Hey dev.to community! 👋
I've been working on a side project for a while now and finally got it to a point where I feel comfortable sharing it publicly. It's called layercache — a multi-layer caching toolkit for Node.js.
I'd really appreciate any feedback, honest criticism, or ideas from folks who deal with caching in production. Here's the quick overview:
Why I built this
Almost every Node.js service I've worked on eventually hits the same caching problem:
- Memory-only cache → Fast, but each instance has its own isolated view of data
- Redis-only cache → Shared across instances, but every request still pays a network round-trip
- Hand-rolled hybrid → Works at first, then you need stampede prevention, tag invalidation, stale serving, observability... and it spirals fast
I couldn't find a library that handled all of this cleanly in one place, so I built one.
What layercache does
layercache lets you stack multiple cache layers (Memory → Redis → Disk) behind a single unified API. On a cache hit, it serves from the fastest available layer and backfills the rest. On a miss, the fetcher runs exactly once — even under high concurrency.
┌───────────────────────────────────────┐
your app ---->│ layercache │
│ │
│ L1 Memory ~0.01ms (per-process) │
│ | │
│ L2 Redis ~0.5ms (shared) │
│ | │
│ L3 Disk ~2ms (persistent) │
│ | │
│ Fetcher ~20ms (runs once) │
└───────────────────────────────────────┘
Basic usage
npm install layercache
import { CacheStack, MemoryLayer, RedisLayer } from 'layercache'
import Redis from 'ioredis'
const cache = new CacheStack([
new MemoryLayer({ ttl: 60, maxSize: 1_000 }), // L1: in-process
new RedisLayer({ client: new Redis(), ttl: 3600 }), // L2: shared
])
// Read-through: fetcher runs once, all layers filled automatically
const user = await cache.get('user:123', () => db.findUser(123))
You can also start with just memory (no Redis required) and add layers as your needs grow.
Key features I'm most proud of
Stampede prevention — 100 concurrent requests for the same key trigger only 1 fetcher execution. Distributed dedup via Redis locks works across multiple server instances too.
Tag-based invalidation — Invalidate groups of related keys by tag, including across all layers at once. Useful for things like "invalidate all user-related cache entries."
Stale-while-revalidate / stale-if-error — Serve the stale cached value immediately while refreshing in the background, or keep serving stale data when the upstream is down.
Framework integrations — Middleware helpers for Express, Fastify, Hono, tRPC, GraphQL, and a NestJS module with a @Cacheable() decorator.
Observability out of the box — Prometheus exporter, OpenTelemetry tracing, per-layer latency metrics, event hooks, and an HTTP stats endpoint.
Admin CLI — npx layercache stats|keys|invalidate for Redis-backed caches.
NestJS example (because I use NestJS a lot)
// app.module.ts
@Module({
imports: [
CacheStackModule.forRoot({
layers: [
new MemoryLayer({ ttl: 20 }),
new RedisLayer({ client: redis, ttl: 300 })
]
})
]
})
export class AppModule {}
// user.service.ts
@Injectable()
export class UserService {
constructor(@InjectCacheStack() private readonly cache: CacheStack) {}
async getUser(id: number) {
return this.cache.get(`user:${id}`, () => this.db.findUser(id))
}
}
Benchmark numbers (on my machine, grain of salt)
| Scenario | Avg Latency |
|---|---|
| L1 memory hit | ~0.006 ms |
| L2 Redis hit | ~0.020 ms |
| No cache (simulated DB) | ~1.08 ms |
Stampede prevention: 100 concurrent requests → 1 fetcher execution.
What I'm looking for feedback on
Honestly, everything! But a few things I'm specifically unsure about:
-
API design — Does the
CacheStack+ layer composition model feel intuitive? Are there footguns I'm missing? - The feature set — Is this too much? Too little? Are there things here that should just be separate libraries?
- Production readiness — What would you need to see before using something like this in production? (more tests? better docs? battle-tested examples?)
-
Naming / discoverability —
layercacheas a name... does it communicate what it does clearly enough? - Anything else — I'm sure there are patterns or edge cases I haven't thought of.
Links
- 📦 npm: npmjs.com/package/layercache
- 🐙 GitHub: github.com/flyingsquirrel0419/layercache
- 📖 Docs: API Reference | Tutorial
If you try it out or browse the source and have thoughts — good, bad, or indifferent — I'm all ears. Comments here, GitHub Issues, or Discussions all work.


● EXERCISE DETAILS
Would you go through the records below and copy each line with the string "Invoices"?

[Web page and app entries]
..........
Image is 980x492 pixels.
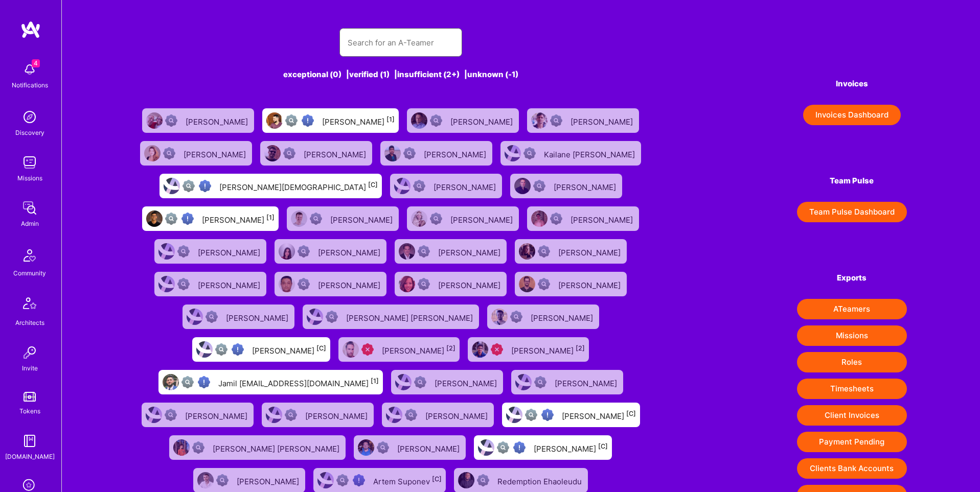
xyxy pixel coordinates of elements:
img: Not fully vetted [165,212,177,225]
img: guide book [19,431,40,451]
div: [PERSON_NAME] [303,147,368,160]
img: Architects [17,293,42,317]
img: User Avatar [146,112,163,129]
img: User Avatar [307,309,323,325]
img: High Potential User [198,376,210,388]
img: Not fully vetted [215,343,228,356]
a: User AvatarNot Scrubbed[PERSON_NAME] [270,267,390,300]
img: Not Scrubbed [206,311,218,322]
img: User Avatar [317,472,334,489]
img: User Avatar [384,145,401,161]
img: User Avatar [458,472,474,489]
a: User AvatarNot ScrubbedKailane [PERSON_NAME] [497,137,645,170]
a: User AvatarNot Scrubbed[PERSON_NAME] [507,366,627,398]
img: Not Scrubbed [510,311,523,322]
img: Not Scrubbed [285,409,297,421]
img: Not Scrubbed [163,147,175,159]
img: User Avatar [472,341,488,358]
div: [PERSON_NAME] [558,245,623,258]
div: [PERSON_NAME] [318,245,382,258]
sup: [1] [266,214,274,221]
sup: [C] [598,442,608,450]
img: Not Scrubbed [533,180,546,192]
a: User AvatarNot fully vettedHigh Potential User[PERSON_NAME][1] [138,203,283,235]
sup: [1] [386,116,394,123]
button: Missions [797,325,907,346]
a: User AvatarNot fully vettedHigh Potential User[PERSON_NAME][C] [470,431,616,464]
img: teamwork [19,152,40,173]
img: High Potential User [352,474,365,486]
div: [PERSON_NAME] [185,408,250,421]
div: Kailane [PERSON_NAME] [544,147,637,160]
a: User AvatarNot Scrubbed[PERSON_NAME] [403,203,523,235]
img: Not Scrubbed [310,212,322,225]
img: User Avatar [519,243,535,260]
img: User Avatar [519,276,535,292]
a: User AvatarNot Scrubbed[PERSON_NAME] [179,300,299,333]
div: [PERSON_NAME] [PERSON_NAME] [346,310,475,323]
img: User Avatar [531,210,548,227]
img: Not Scrubbed [430,212,442,225]
sup: [C] [317,345,326,352]
img: Not Scrubbed [177,245,190,258]
sup: [C] [626,409,636,418]
div: [DOMAIN_NAME] [5,451,54,462]
div: [PERSON_NAME] [202,212,274,225]
div: [PERSON_NAME] [318,277,382,291]
a: User AvatarNot Scrubbed[PERSON_NAME] [PERSON_NAME] [165,431,350,464]
h4: Exports [797,274,907,283]
div: exceptional (0) | verified (1) | insufficient (2+) | unknown (-1) [135,69,666,80]
img: bell [19,59,40,80]
div: [PERSON_NAME] [438,245,503,258]
img: User Avatar [159,243,174,260]
img: User Avatar [478,439,494,455]
sup: [C] [432,475,441,482]
div: Architects [15,317,44,328]
a: User AvatarNot Scrubbed[PERSON_NAME] [387,366,507,398]
a: User AvatarNot Scrubbed[PERSON_NAME] [386,170,506,203]
div: [PERSON_NAME] [186,114,250,127]
div: [PERSON_NAME] [530,310,595,323]
img: User Avatar [506,407,523,423]
div: [PERSON_NAME] [450,114,514,127]
img: Unqualified [491,343,503,356]
div: [PERSON_NAME] [PERSON_NAME] [212,441,341,454]
img: Not Scrubbed [405,409,417,421]
a: User AvatarNot Scrubbed[PERSON_NAME] [390,235,510,267]
a: User AvatarUnqualified[PERSON_NAME][2] [463,333,593,366]
h4: Invoices [797,79,907,88]
div: [PERSON_NAME] [198,245,262,258]
a: Invoices Dashboard [797,105,907,125]
div: [PERSON_NAME] [554,179,618,192]
div: [PERSON_NAME] [558,277,623,291]
a: User AvatarNot Scrubbed[PERSON_NAME] [390,267,510,300]
button: ATeamers [797,299,907,319]
img: High Potential User [513,441,526,453]
img: Not Scrubbed [418,278,430,290]
input: Search for an A-Teamer [348,30,454,56]
div: [PERSON_NAME] [382,342,455,356]
img: User Avatar [411,112,428,129]
img: User Avatar [514,178,530,194]
img: Not Scrubbed [414,376,426,388]
img: Not Scrubbed [165,114,177,127]
img: Not Scrubbed [538,245,550,258]
button: Clients Bank Accounts [797,458,907,479]
img: User Avatar [279,276,295,292]
div: [PERSON_NAME] [237,473,301,486]
img: User Avatar [399,276,415,292]
img: User Avatar [358,439,374,455]
a: User AvatarNot fully vettedHigh Potential User[PERSON_NAME][1] [258,104,403,137]
img: Not Scrubbed [192,441,204,453]
img: Not Scrubbed [413,180,426,192]
a: User AvatarNot Scrubbed[PERSON_NAME] [510,235,631,267]
img: User Avatar [386,407,402,423]
a: User AvatarNot Scrubbed[PERSON_NAME] [377,137,497,170]
img: Not Scrubbed [430,114,442,127]
a: User AvatarNot Scrubbed[PERSON_NAME] [150,235,270,267]
a: User AvatarNot Scrubbed[PERSON_NAME] [506,170,626,203]
img: User Avatar [279,243,295,260]
img: Not Scrubbed [326,311,338,322]
a: User AvatarNot fully vettedHigh Potential User[PERSON_NAME][C] [188,333,334,366]
sup: [C] [368,181,378,189]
..........
● OUTPUT BELOW
h4: Invoices [797,79,907,88]
a: Invoices Dashboard [797,105,907,125]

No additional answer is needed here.